The books are a well balanced blend of Cthulhu Lite and Cosmic Horror. The heroes are able to defeat eldritch abominations. Beings like deep ones and ghouls are humanized. Booth has civil conversations with shogoths and Nyarlathotep and more. But, in the big picture, the Great Old Ones won, every victory is fleeting and hollow, and humanity is entirely meaningless.


And the Tree of Azathoth is the bleakest book, at least unless Phipps writes another one. The remnants of humanity are ghosts living in a dream world. That was a nightmarish outcome that Booth fought against in the first book and now that is as good as it gets. 

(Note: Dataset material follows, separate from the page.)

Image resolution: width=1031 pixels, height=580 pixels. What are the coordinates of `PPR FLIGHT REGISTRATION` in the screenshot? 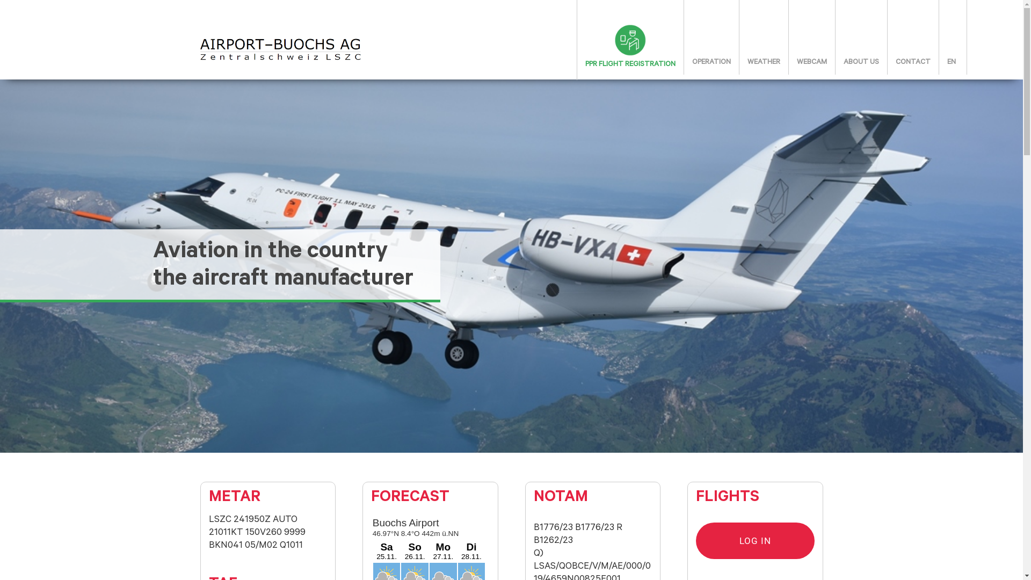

I was impressed by how bleak it got. By the end, it was full on cosmic horror while still giving Booth agency. It’s good enough I don’t want to spoil it beyond saying that.


Through out all the books, Phipps makes shoutouts to many authors but Brian Lumley get a lot of them. Lumley was important both as a proponent of Cthulhu Lite and keeping Lovecraft alive before his worked made the jump to pop culture. 


But I just keep thinking that Phipps does it so much better every time he references Lumley. Phipps normalizes the Mythos more effectively with making monsters normal people. But when he goes for abyssal horror, it hits hard.


Since Phipps makes several references to Howard, particularly in the third book, I’m expecting swords and sorcery if we get a fourth one.